No, the core of the problem is the protestors' polite request: "If you're going to write certain things then don't upset people."

Have you ever experienced art or media that has "not upsetting people" as its top priority? Think content-free Vegas pap like Cirque du Soleil and Blue Man Group. Think Jack bloody Vettriano. Think Coldplay. Look at the censored films and anodyne music available on international airlines. Next time you're in a hotel, check out the news from CNN or BBC World. In the interests of fairness and balance and sensitivity - all good things, don't get me wrong - we're left with bland banalities, polite evasions, and endless repeats of Larry King, the dullest journalist on the planet. Or maybe just get a job on a magazine in Thailand, where direct criticism is taboo. (I once wrote a book review that was not entirely complimentary about some ghastly you-can-be-a-better-salesperson tome. The managing editor couldn't understand why we would want to draw our readers' attention to books that were not good.)

Or, if you care to cast your mind back that far, consider the Millennium Dome. Because they didn't want to "exclude" anyone, however dim and/or thin-skinned, the whole experience was like an infant school open day. Stephen Bayley (whatever happened to him?) was mocked for suggesting the best thing they could do with it would be to leave the structure empty, and let the punters walk around. But effectively, that's what they did. I actually paid real cash money to get in, and half an hour later I couldn't remember a bloody thing about it.

The bizarre thing is, when I first read Brick Lane, I thought it was a similar, empty, pointless experience: Zadie Smith for daytime TV viewers; second-rate Catherine Cookson with a light dusting of stale garam masala. But no, even this dull, vacuous novel is just too edgy for some people. Now, I'm all for restrictions on expression if they'll really prevent hatred and violence and lynchings and gas chambers and genocide. But restrictions on taking the piss? That's just taking the piss.

Of course, this whole quandary came up earlier this year, with the Danish cartoon saga. I thought all the pictures should have been junked because they were exceedingly poor, but that, apparently wasn't the point. Art Spiegelman, one of our greatest living cartoonists, wrote a superb overview of the whole thing in Harper's a couple of months back. Proving himself to be an equal opportunities offender, he included historical cartoons that were pretty vile about Catholics, black people, capitalists, Boss Tweed (who he?), King Louis-Philippe of France and many more. He also analysed all the Danish cartoons, awarding each a numerical score for offensiveness; and reprinted an Iranian cartoon denying the Holocaust, as well as some cartoons entered into an Israeli competition intended to show the Iranians that however anti-Semitic the goyim can get, Shlomo and Saydie can go one better.
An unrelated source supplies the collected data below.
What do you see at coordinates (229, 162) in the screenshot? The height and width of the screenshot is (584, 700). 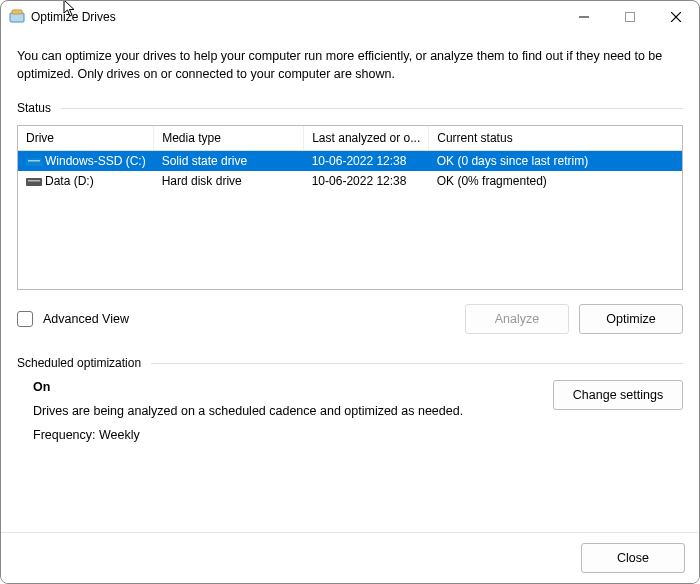 I see `drive-media: Solid state drive` at bounding box center [229, 162].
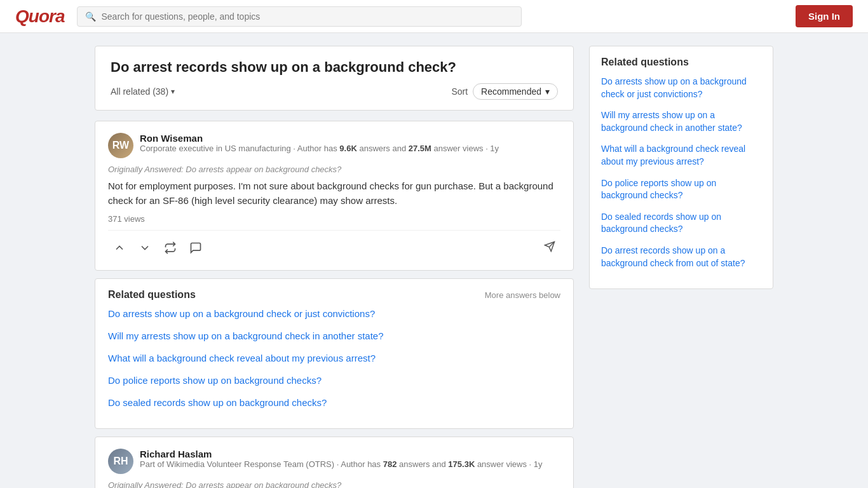  Describe the element at coordinates (383, 149) in the screenshot. I see `author-answers-suffix-ron: answers and` at that location.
It was meaty stuff, some of it downright nasty, but Spiegelman was careful to set the whole thing in context. "As a secular Jewish cartoonist living in New York City, I start out with four strikes against me," he wrote, "but I really don't want any irate Muslims declaring holy war on me. Although I'm not at all religious, I am a devout coward."

However, as Spiegelman and Ali discovered, however careful you are, someone's going to get upset. The cartoonist's most famous work is probably the astonishing graphic novel Maus, which retells the story of Hitler's Germany with the Jews recast as rodents. Apparently, moggie-loving zoologist Desmond Morris complained because the Nazis were represented as cats. Still, at least he bothered to read it. Or at least have it explained to him.